Pelosi, Schumer Demand Airtime To Respond To Trump's Border Security Address

House Speaker Nancy Pelosi and Senate Minority Leader Chuck Schumer are demanding airtime for Democrats to respond to President Donald Trump's address on border security scheduled for Tuesday night.

Decrying Trump's past "misinformation" about his proposed border wall and related negotiations, the Democratic leaders said it was incumbent on TV networks to give their arguments equal exposure.

"Now that the television networks have decided to air the President's address, which if his past statements are any indication will be full of malice and misinformation, Democrats must immediately be given equal airtime," they said in a joint statement Monday night.

Earlier Monday, Trump wrote on Twitter that he would give a speech on what he called "the Humanitarian and National Security crisis on our Southern Border" from the Oval Office at 9 p.m. ET Tuesday. The tweet came after the New York Times reported the White House had reached out to TV networks requesting a primetime slot to broadcast the president's address on the border wall and ongoing government shutdown.

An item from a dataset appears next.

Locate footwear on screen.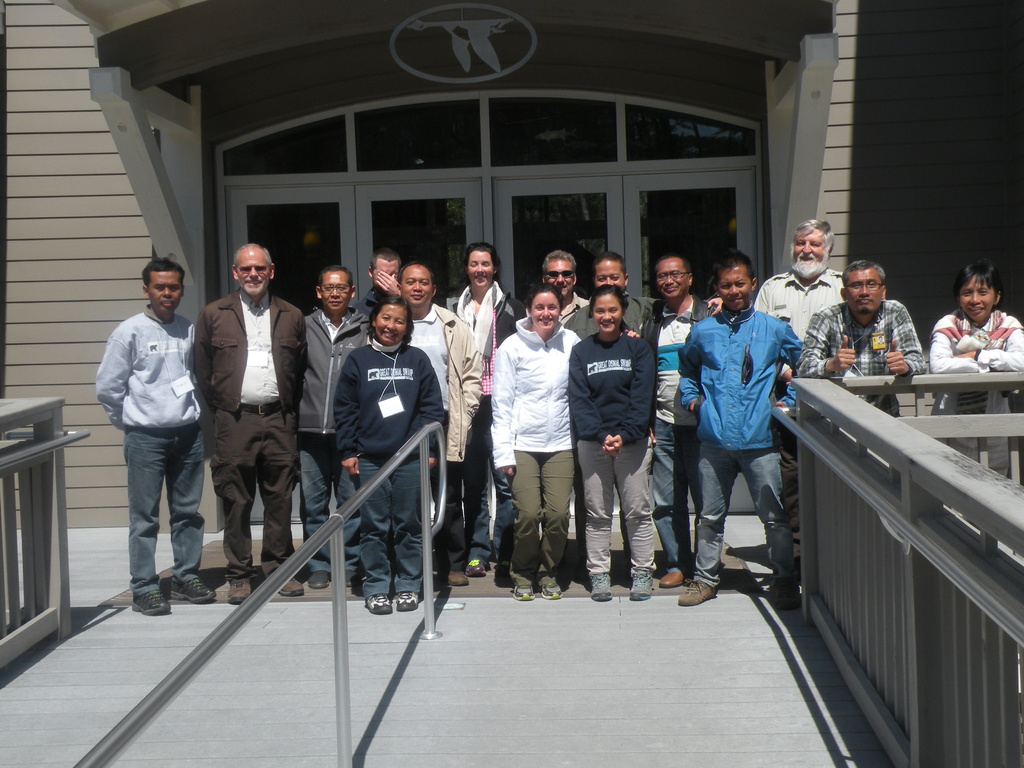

While networks have broadcast similar addresses in the past, it was not immediately certain they would grant the White House request. Broadcasters have pushed back on such requests depending on the gravity of the issue and the programming that would have to be interrupted.

By Monday afternoon, however, the major broadcast networks — NBC, ABC, CBS and Fox — said they had agreed to the White House's request for airtime. Cable networks CNN, Fox News and MSNBC will televise the address, as well.

Trump's address comes in the third week of a partial government shutdown over demands by the White House and some Republican allies that a 2019 Homeland Security spending bill include at least $5 billion for a wall on the southern border. Negotiations have made little progress — Democrats have unanimously rejected Trump's demand, and the president has said he will refuse to sign a spending measure without wall funding.

The border wall has been the centerpiece of Trump's border security agenda since the campaign, and he has come to view the ongoing spending negotiations as his last chance to secure funding for it during this term. A newly installed Democratic House majority, on the other hand, has little incentive to give Trump a win on an issue that is nearly universally hated by liberal voters.

In their statement Monday, Pelosi and Schumer called on Trump to end the shutdown and support House-passed spending bill similar to one that passed a Republican-controlled Senate by voice vote last month.

"President Trump keeps rejecting the bipartisan House-passed bills, which have already received strong bipartisan support in the Senate, to re-open the government," the Democratic leaders said. "Instead, he is still demanding that American taxpayers pay at least $5.7 billion for his wall, which can't pass either chamber of Congress and of course Mexico is not paying for."